George Orwell (English 246: Fall 2011)

Considering Orwell and Inside the Whale

November 13, 2011 · Leave a Comment

During our class discussion about the historical and political context of Orwell’s essay Inside the Whale, we also discussed the inconsistencies in Orwell’s works. While Orwell had made claim in his essay Why I Write published in 1946 that “what I have most wanted to do is to make political writing into an art” (Why I Write), he negates the writer’s political responsibility in Inside the Whale, which was published six year earlier. Furthermore, most of his works, both fiction and non-fiction, are for the most part self-consciously political. However, I think that one can understand the trajectory of Orwell’s literary canon when one considers the problem of language that Orwell continued to struggle with throughout his entire career.

 

The problem of politics in Orwell’s work is implicit in his inability to separate himself from his social context and to achieve a kind of transparent writing style that would allow him to narrate the true plight of the subjugated classes.
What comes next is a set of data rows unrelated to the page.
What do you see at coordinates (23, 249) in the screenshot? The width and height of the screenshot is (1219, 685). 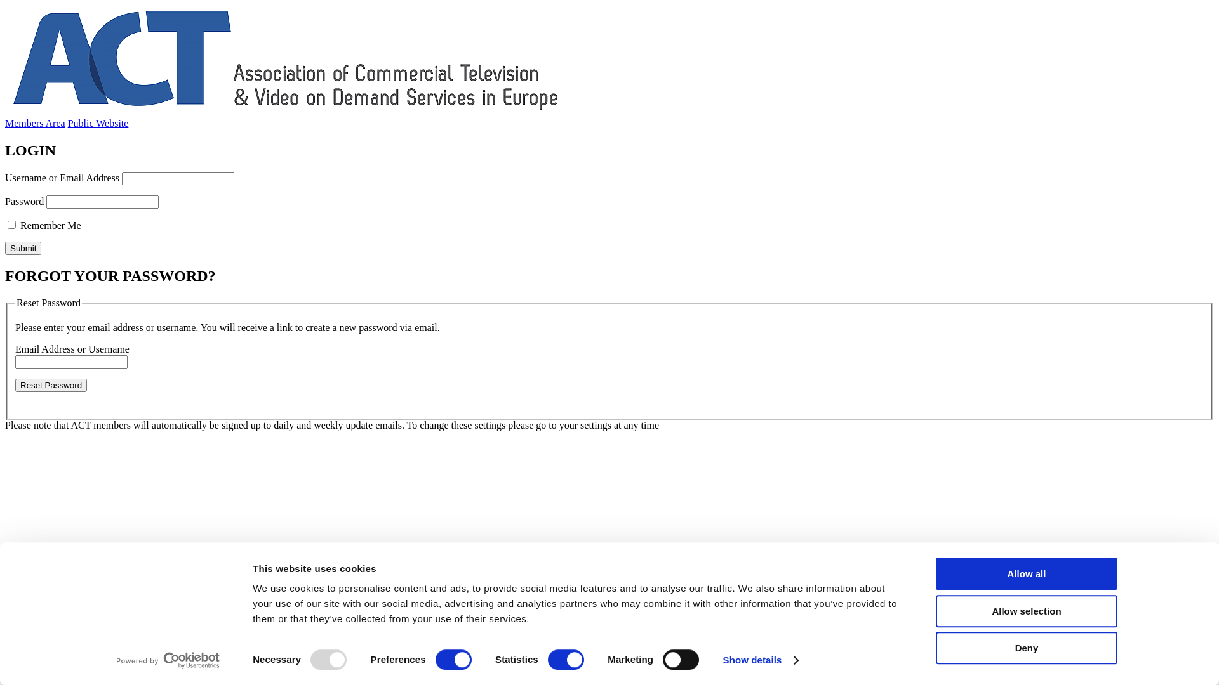 I see `Submit` at bounding box center [23, 249].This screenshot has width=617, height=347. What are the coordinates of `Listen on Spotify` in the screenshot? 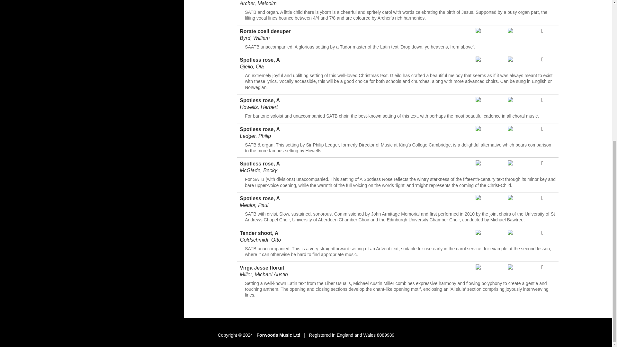 It's located at (511, 60).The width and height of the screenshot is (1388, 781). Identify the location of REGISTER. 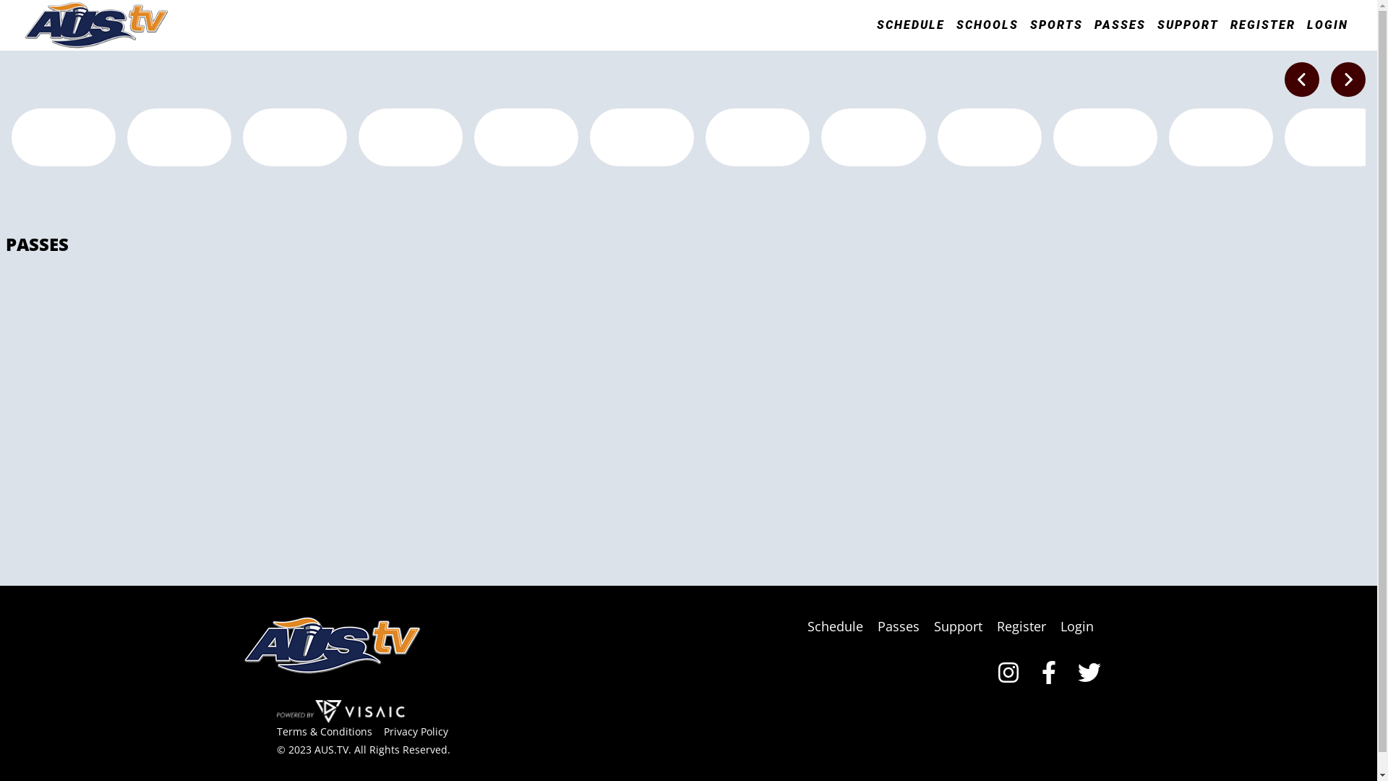
(1274, 25).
Orwell, and all writers for that matter, is necessarily the product of his contemporary political climate and his personal social context. If we take Barthes claim to be true a writer’s writing style is his personal property, “a self-sufficient language [that] is evolved [and] has its roots only in the depths of the author’s personal and secret mythology” (Barthes 10). As such Orwell’s plain, reportorial style can be seen as his attempt to transcend his social context so that his writing could convey an authenticity and truthfulness. Precisely the reason he so admires Miller’s Tropic of Cancer is because it is supposedly “‘non-political,…non-ethical,…non-literary,…non-contemporary’” (Rushdie 94). Orwell sees Miller’s work as a narration of the ordinary man, who exists independent of politics because he refuses to get politically involved and assumes the role of the victim by remaining passive. However, whereas as Orwell’s quest to achieve an authentic way of writing was originally political in intent, he now admits that the only way to narrate the social reality of the ordinary man is too, like him, become passive to experience and live outside of politics.

 

It seems to me that the point Orwell is making in Inside the Whale is consistent with the problem of language and narration. However, this is first time he outright admits defeat and surrenders to quietism, which he sees as his only choice. Since he, as a writer, cannot seem to transcend the contemporary political climate in order to observe and critique it from outside culture itself, Orwell feels he has no other choice than to retreat from politics and the world altogether by actively ignoring society. However, as Rushdie observes, this too is impossible. After all, in choosing to ignore politics and remain passive “inside the whale” Orwell is still assuming a political stance since he is actively choosing to ignore the political reality of the time. Indeed saying “ ‘I accept’ in life in the thirties ‘is to say that you accept concentration camps, rubber truncheons, Hitler, Stalin, bombs, aeroplanes, tinned food, machine-guns…press censorship, secret prisons, aspirins, Hollywood films and political murders’” (Rushdie 94). Where Orwell’s argument seems to break down is on this point. In this sense quietism cannot be considered an apolitical position because to assume a position of acceptance is an active political choice to ignore politics. In choosing not to act Orwell is still making a political statement that, as Rushdie observes, “is an intrinsically conservative one [because] the truth is that passivity always serves the interests of the status quo, of the people already on top of the heap” (Rushdie 97). We cannot simply retreat from the world and exist outside of politics, because we are always products of our time.

 

Furthermore, Rushdie argues that it is incumbent upon writers to enter into politics precisely because it is their responsibility to search for truth in their reconstruction of the world around us, to challenge the claims of the politicians and encourage us to approach the world with a critical and discerning eye. Defeated by the horrors of this age of destruction as well as the utter defeat of the socialist cause in Spain and its subsequent fall to Franco, Orwell admits the ultimate failure of language to narrate political truth. However, Rushdie argues that it is the writer’s responsibility as a writer to question the people in power. But Orwell’s belief about the failure of language to narrate the truths of our social experience is deep-seated and it is manifest in his works. For Orwell, at this time, it is almost an impossibility for a writer to enter into the realm of politics and narrate the truth and this is evident in his fictional works such as Keep the Aspidistra Flying, in which characters such as Gordon Comstock is ultimately thwarted in thier quest to transcend politics and narrate the truth of man’s existence.

 

 

Categories: Inside the Whale

0 responses so far ↓

  • There are no comments yet...Kick things off by filling out the form below.

You must be logged in to post a comment.